▶ _Data listing_
^^^^
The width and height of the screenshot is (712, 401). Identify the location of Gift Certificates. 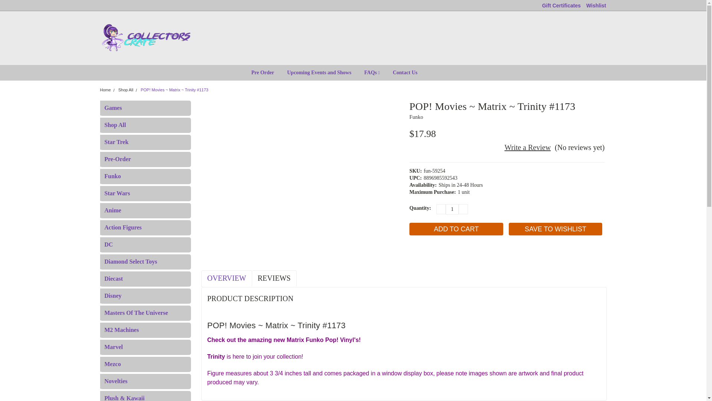
(562, 5).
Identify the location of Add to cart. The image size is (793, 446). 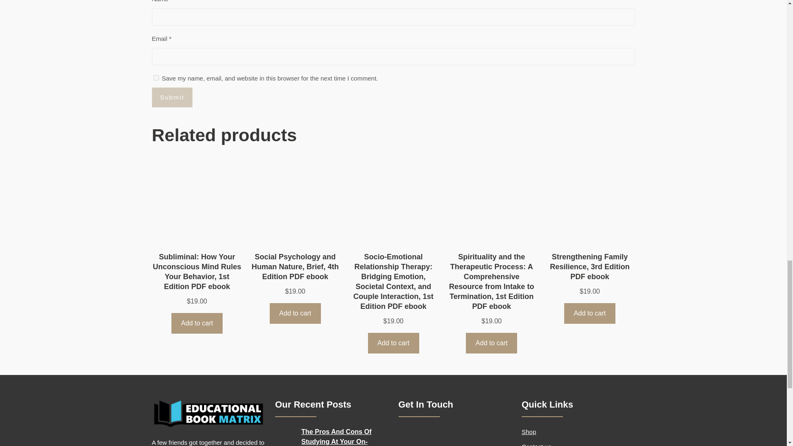
(295, 313).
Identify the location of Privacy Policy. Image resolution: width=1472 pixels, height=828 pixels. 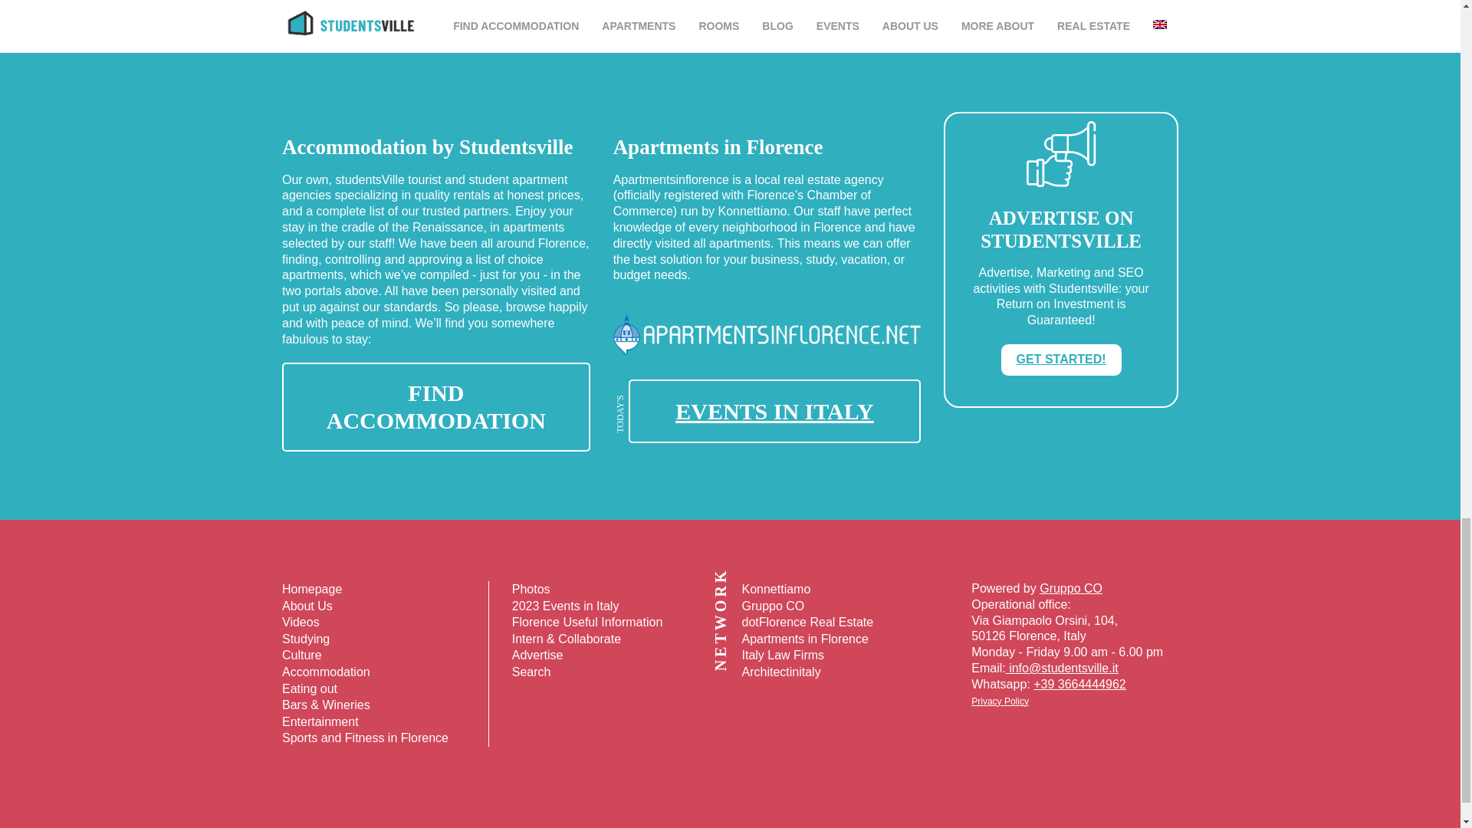
(1000, 701).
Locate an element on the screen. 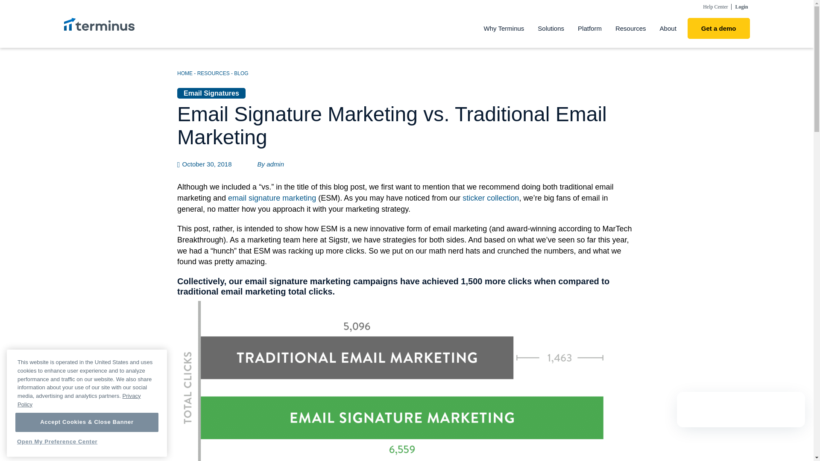 The image size is (820, 461). Solutions is located at coordinates (551, 28).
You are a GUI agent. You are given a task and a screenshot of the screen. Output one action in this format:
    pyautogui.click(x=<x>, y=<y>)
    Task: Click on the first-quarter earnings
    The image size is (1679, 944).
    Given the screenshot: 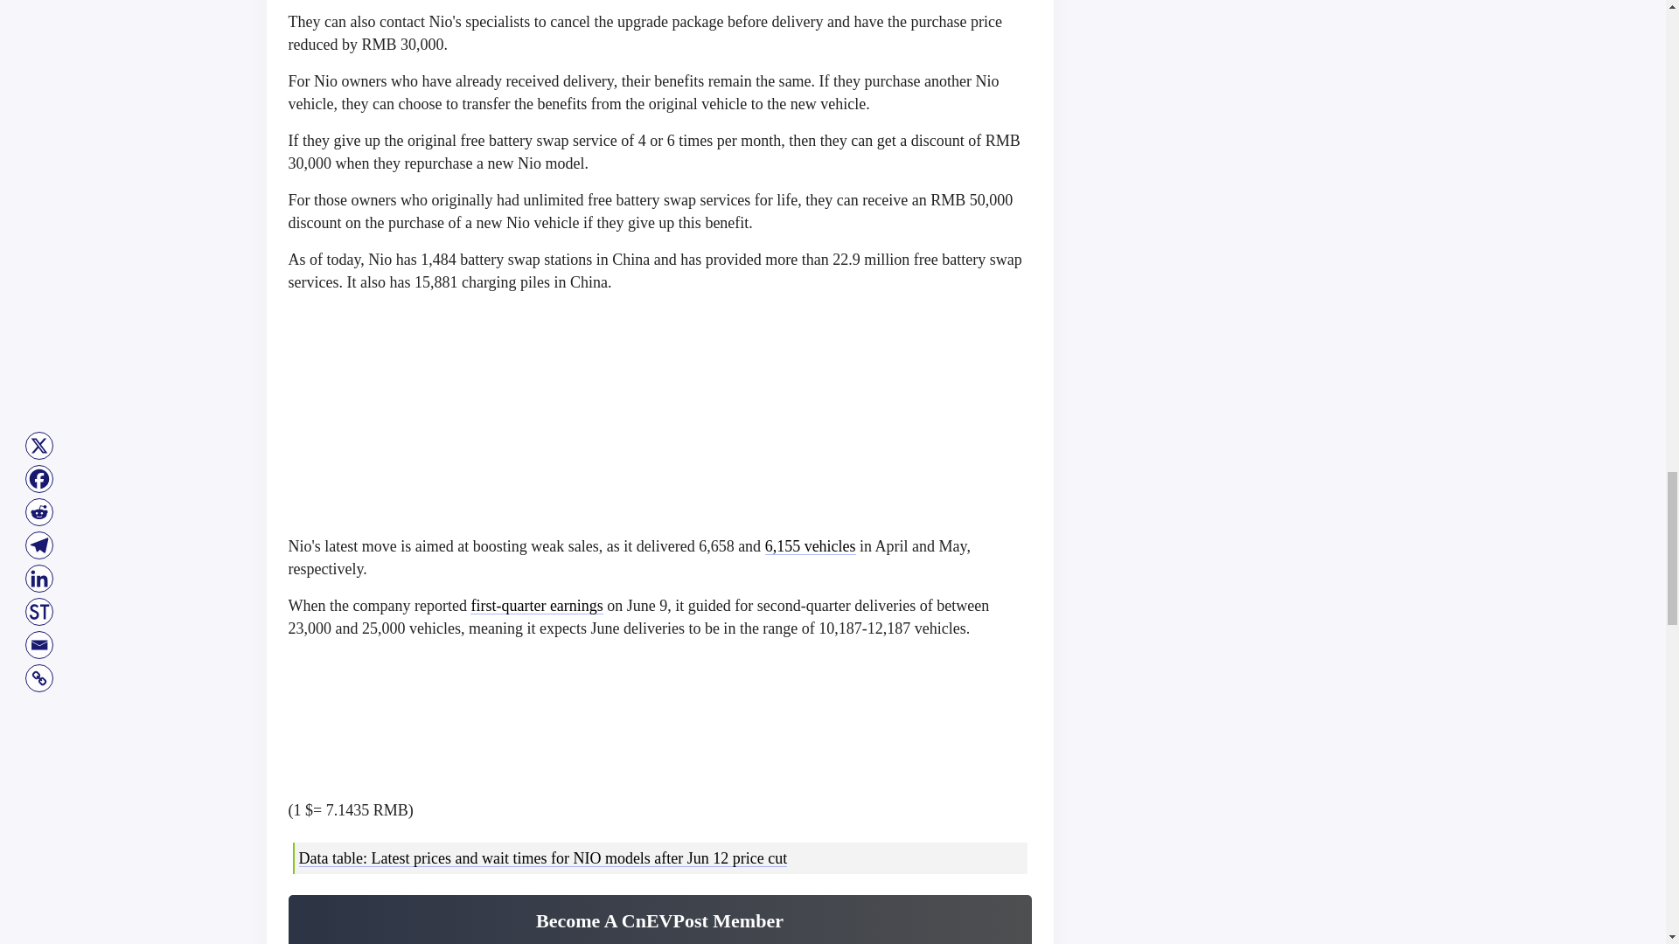 What is the action you would take?
    pyautogui.click(x=536, y=605)
    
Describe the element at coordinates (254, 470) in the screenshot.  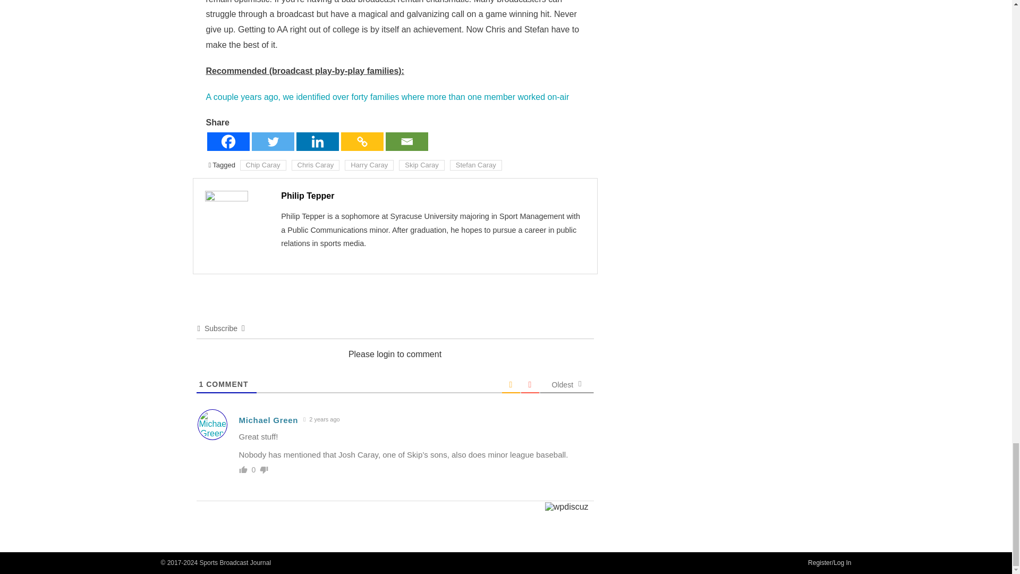
I see `0` at that location.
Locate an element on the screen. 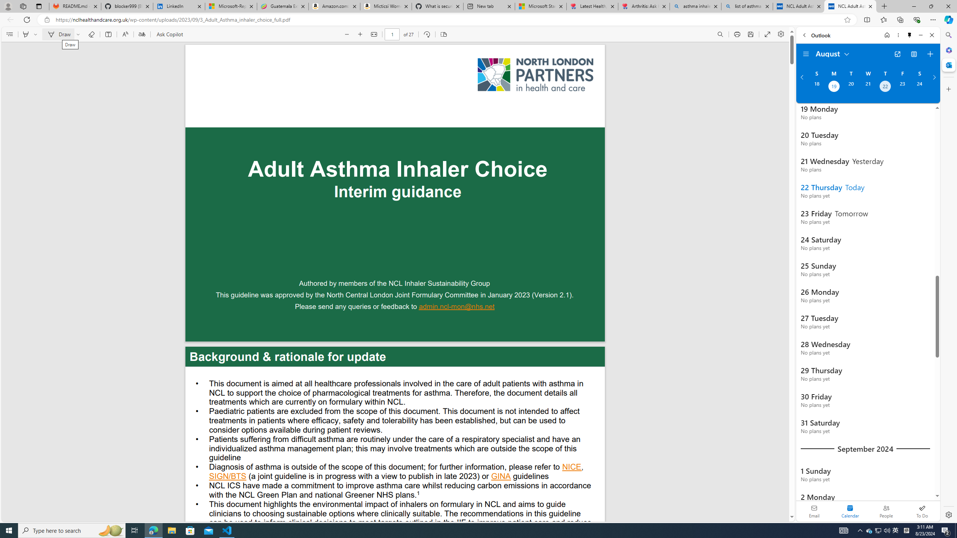 This screenshot has width=957, height=538. Ask Copilot is located at coordinates (169, 34).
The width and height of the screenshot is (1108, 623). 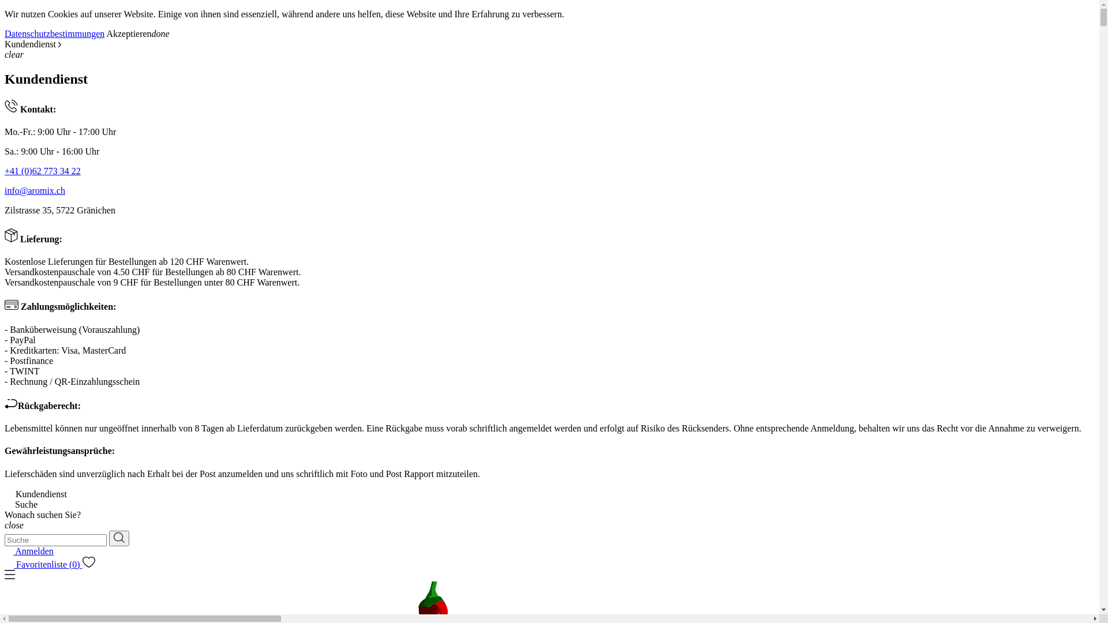 What do you see at coordinates (35, 191) in the screenshot?
I see `info@aromix.ch` at bounding box center [35, 191].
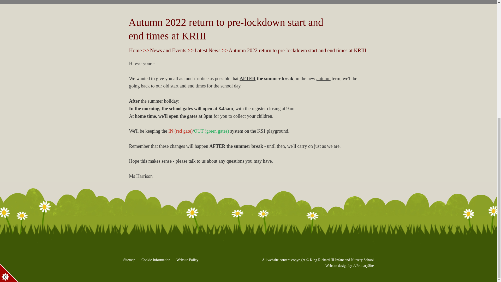 Image resolution: width=501 pixels, height=282 pixels. Describe the element at coordinates (168, 50) in the screenshot. I see `News and Events` at that location.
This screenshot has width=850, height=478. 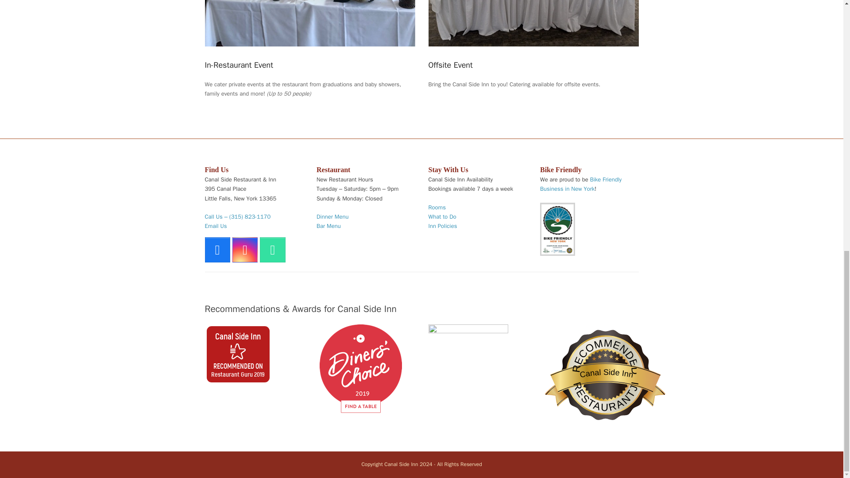 What do you see at coordinates (272, 250) in the screenshot?
I see `Tripadvisor` at bounding box center [272, 250].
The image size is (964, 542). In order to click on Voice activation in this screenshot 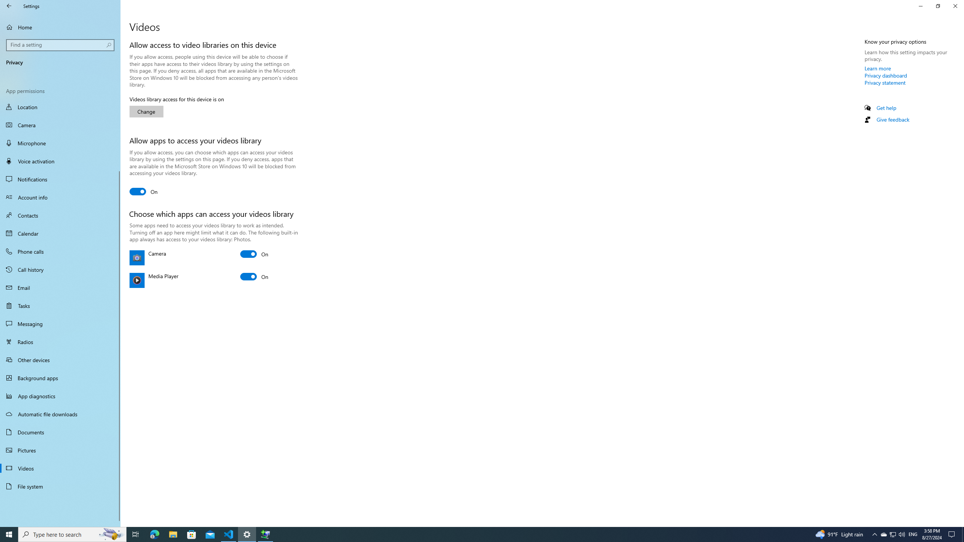, I will do `click(60, 161)`.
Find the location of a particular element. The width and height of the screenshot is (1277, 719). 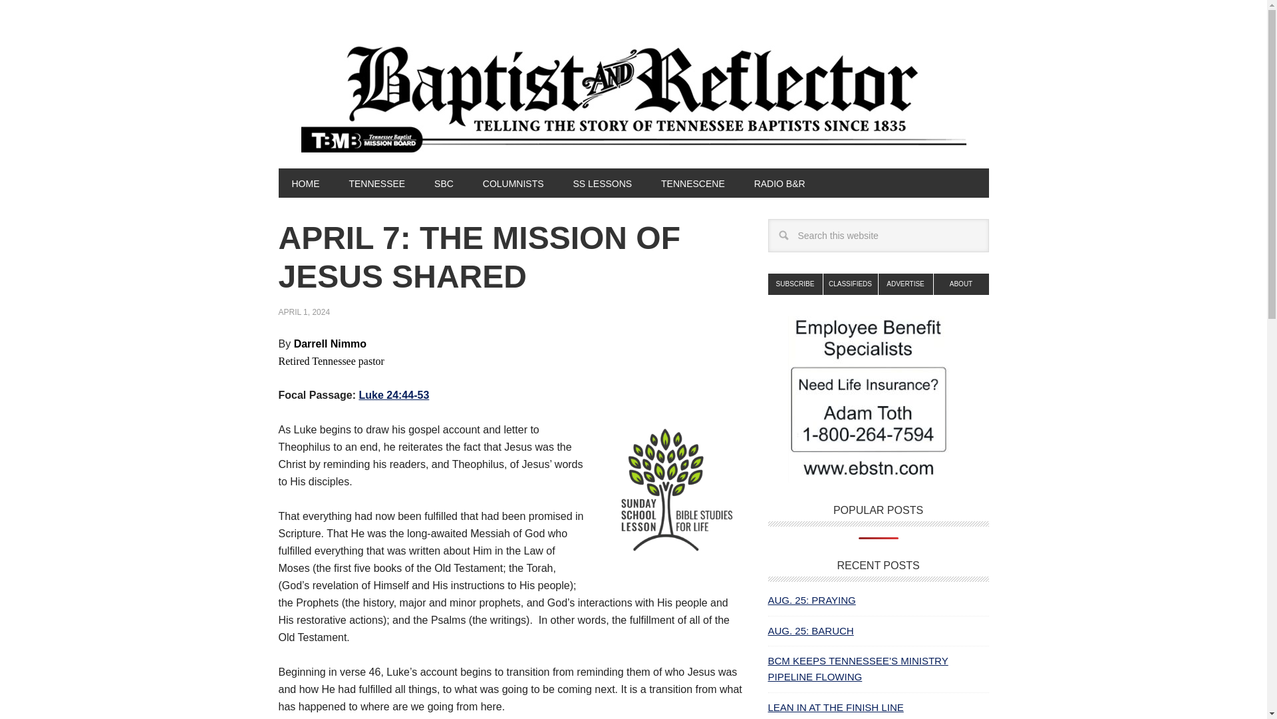

AUG. 25: PRAYING is located at coordinates (812, 600).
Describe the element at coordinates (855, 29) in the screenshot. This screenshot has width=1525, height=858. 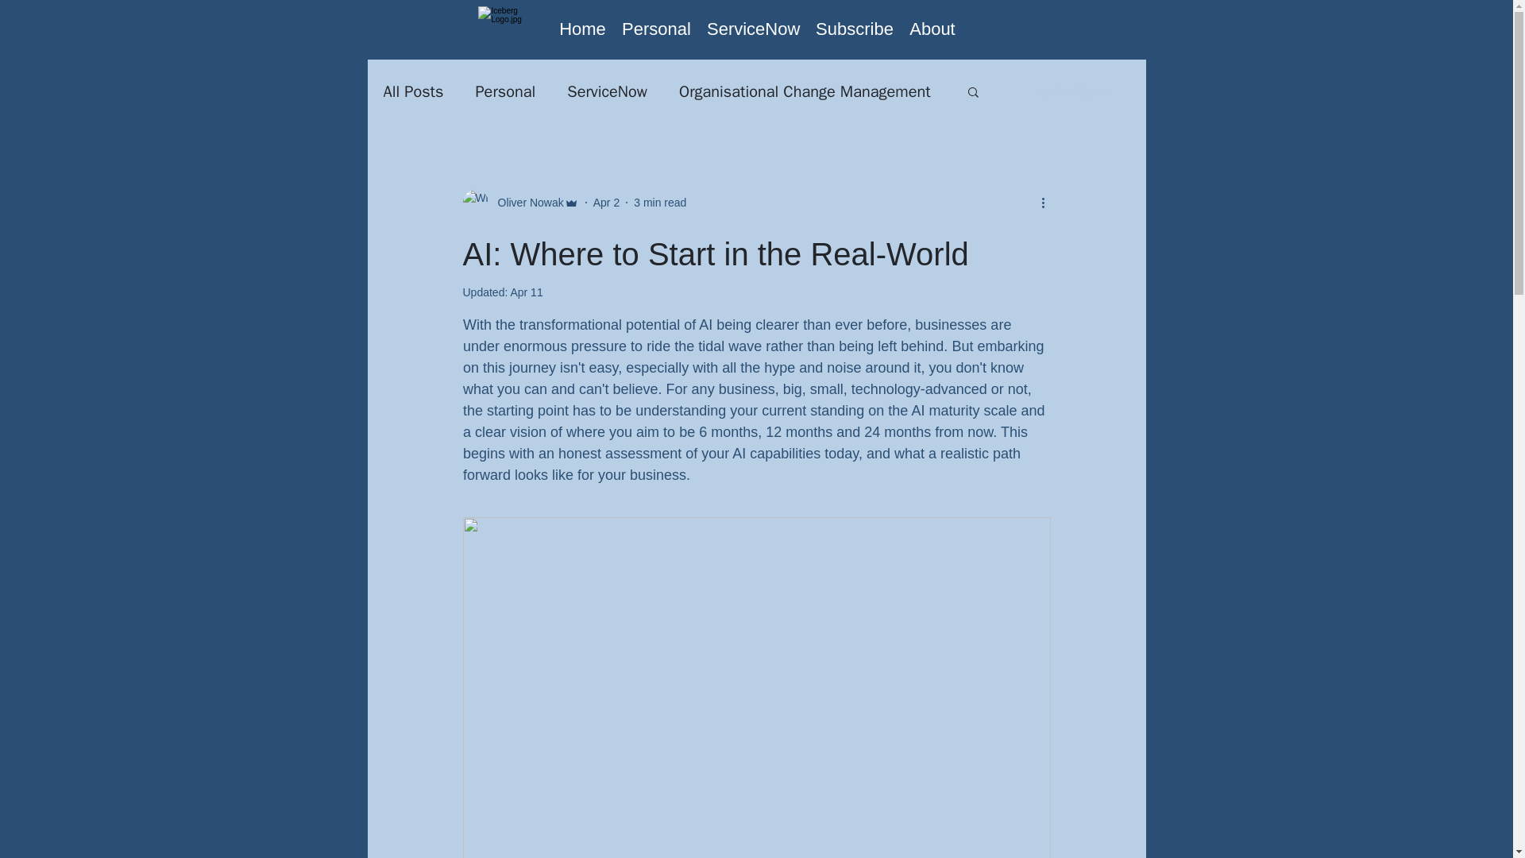
I see `Subscribe` at that location.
^^^^
▶ _Exercise requirements_
An exact, complete copy of the lines above from the one with "You are a GUI" through the one with "The image size is (1679, 944)." is the whole answer.

▶ _Solved problem_
You are a GUI agent. You are given a task and a screenshot of the screen. Output one action in this format:
    pyautogui.click(x=<x>, y=<y>)
    Task: Click on the first-quarter earnings
    The image size is (1679, 944).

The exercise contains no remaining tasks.